BEGIN Supplied records

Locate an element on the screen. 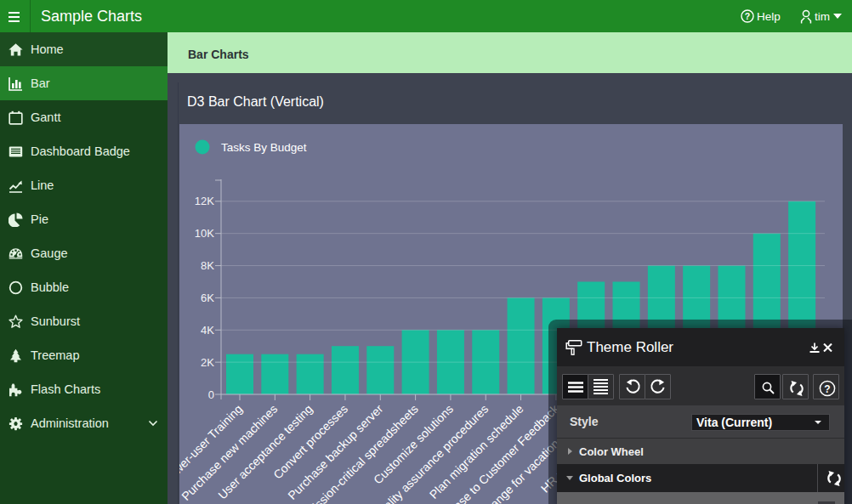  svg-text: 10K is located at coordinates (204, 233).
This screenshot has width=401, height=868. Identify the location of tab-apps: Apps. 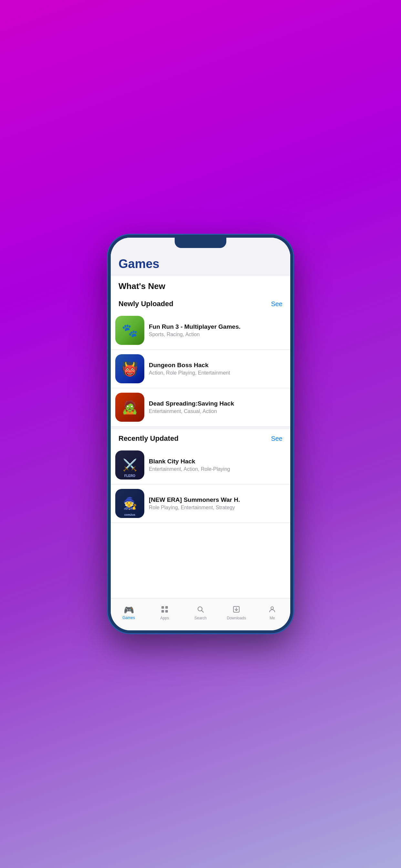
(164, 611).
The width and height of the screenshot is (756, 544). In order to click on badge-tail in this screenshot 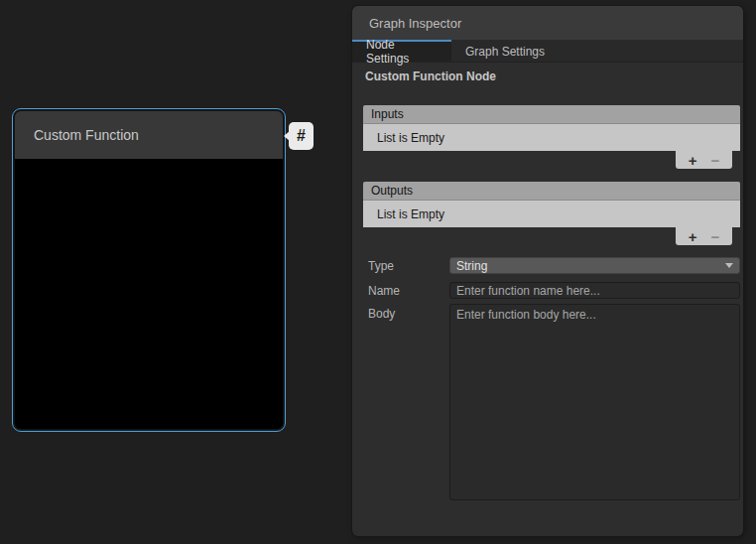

END Supplied records
BEGIN Supplied records

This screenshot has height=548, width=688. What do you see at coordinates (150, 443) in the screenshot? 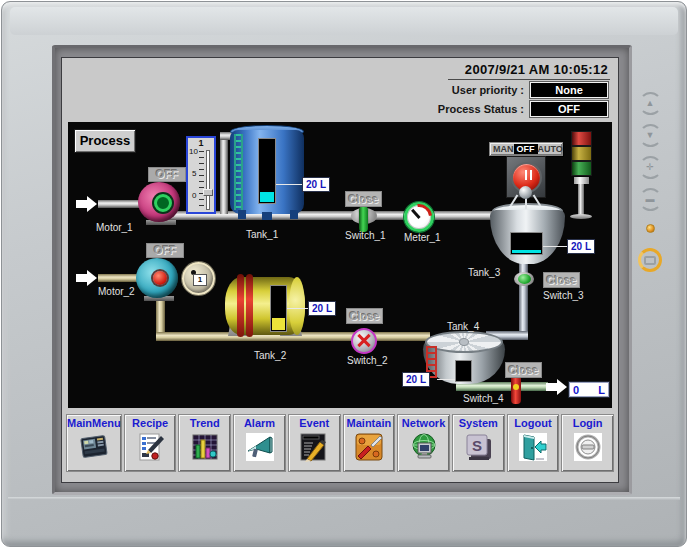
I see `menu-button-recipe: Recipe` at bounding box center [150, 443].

END Supplied records

# What is needed
Set down again, exactly, every line above from the one with "This screenshot has width=401, height=868." down to the one with "The width and", both ends included. No pictures, and nothing else.

# Answer area
This screenshot has width=401, height=868. Identify the location of tab-apps: Apps. 
(164, 611).
The width and height of the screenshot is (756, 544). In order to click on badge-tail in this screenshot 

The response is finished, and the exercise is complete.